To vet, parse & redact: origin of these terms?

In recent years, I’ve noticed these words work their way into the mainstream vocabulary. Maybe I am wrong, but it seems their a fairly new to the mainstream American lexicon.

Are they legal terms?

No, but they are specialized.

Vet: to subject to a thorough examination. Originally, to subject to a thorough medical examination – from veterinary, “relating to animals or animal care” (or “beasts of burden” in its archaic sense). No, I don’t know how it came to be used this way, but I think it was originally a Britishism.

Parse: (of a sentence or phrase) to separate into or name all of the parts of speech. From pars, “part.”

redact: to edit; to select or adapt for publication; commonly, to censor for reasons of confidentiality. From redactus, PP of redigere, “to lead back; to bring back; to reduce.”

Almost definitely a bit of British English. Using “vet” as a verb in connection with animals seems to start around the 1890’s. It then, in the same decade, gets used about medically examining a person, and in 1904 Kipling uses it in the sense that you are asking about.

The use of vet as a simple examination is pretty clearly a shortening of veterinary combined with the penchant among Brits and Yanks to turn their nouns into verbs.

The specific extension of vet to mean an entrance exam or a winnowing process probably comes from the practice of vetting animals before races (to ensure that they are healthy enough to participate) or before shows (to reduce the possibility of spreading diseases among livestock when they are gathered).

For fairs and livewstock shows, a vet(erinary doctor) is generally required to examine each animal before it can be brought into the common pens.
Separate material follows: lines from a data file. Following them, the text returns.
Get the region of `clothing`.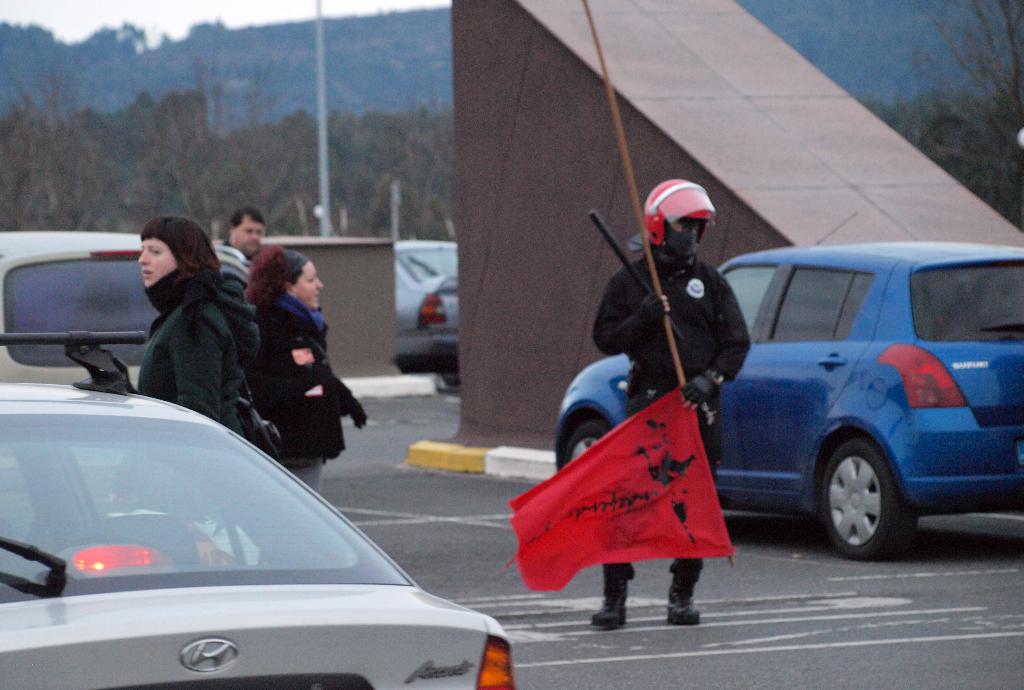
{"x1": 250, "y1": 291, "x2": 360, "y2": 496}.
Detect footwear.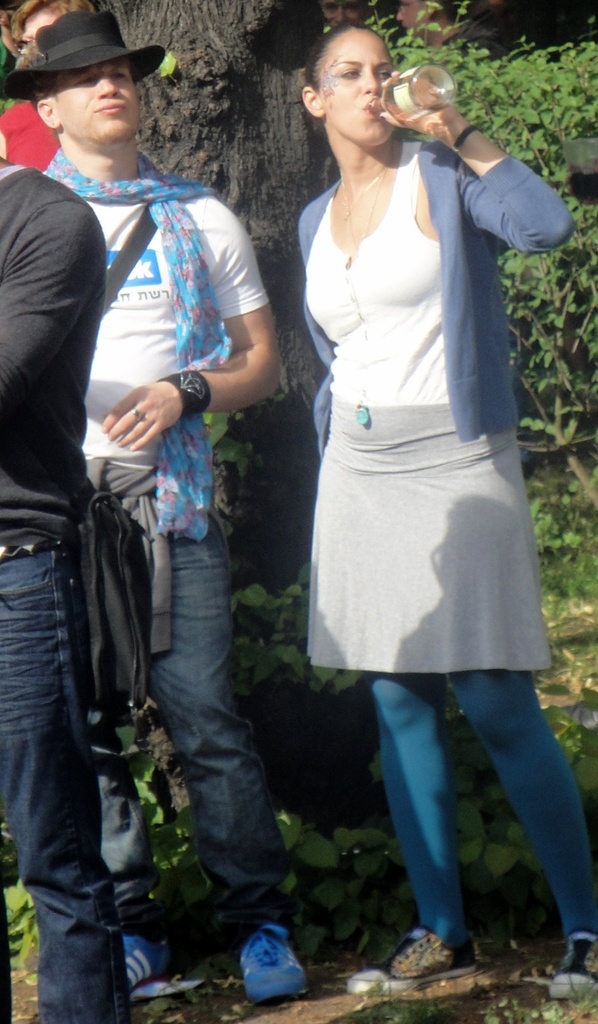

This reduces the chance that the Smith cattle that have been off on their own pastures with their own illnesses all summer will suddenly infect the cattle of the Fabers, the Schmidts, and the Ferronniers when they show up at the county fair.

For races, a similar practice prevents the running of a sick (or, now, a doped) horse. (I don’t know how prevalent doping was when the word came into currency to the point where it was cited in the OED in 1891.)